Of the 200,000 words in The New Testament a mere 40 refer to same- sex attraction and many question the genuine meaning of the references. So this is about something other than faith. We would be incredulous if a bakery refused service to an inter-racial couple, for example, and while the parallel is not exact, it certainly feels that way if you’re gay.

If people genuinely follow Christ, they will try to imagine how they feel and have felt after centuries of discrimination and abuse. Many Christians claim that they act only out of love but if that is so, it seems to take on a bewildering shape.Where there is love there is God, where there is God there is love. Spend time with gay couples or, as I did recently, in a church that caters principally to gay people, and you will experience God and love in abundance.

There is even more hypocrisy if we search a little deeper. The issue of withholding service to gay people and gay couples has suddenly become to some people a cause of freedom and free speech. But many of these new zealots said nothing up to now when their opponents were silenced and certainly did not speak up for gay men and women who in the past were denied basic liberties.The truth is that for generations and even now to a very large extent conservative Christians, Catholic as well as evangelical, refuse to recognize and deal with their intolerance. The time to do so is long overdue.

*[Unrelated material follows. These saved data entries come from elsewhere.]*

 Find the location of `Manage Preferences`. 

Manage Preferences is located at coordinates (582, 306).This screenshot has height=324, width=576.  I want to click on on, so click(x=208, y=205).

To its great credit, this country has developed a new, liberal and loving response to these issues and Canada has grown, matured and prospered as a result. Christianity and Christians should be opening the door to such change, not be dragged through it screaming and protesting. As for what Jesus would do, the answer is simple: He’d bake the cake and then proceed with preaching the Gospel of love, charity, forgiveness and joy. The icing on this story is that history is on the side of the good guys and that genuine equality is only a matter of time.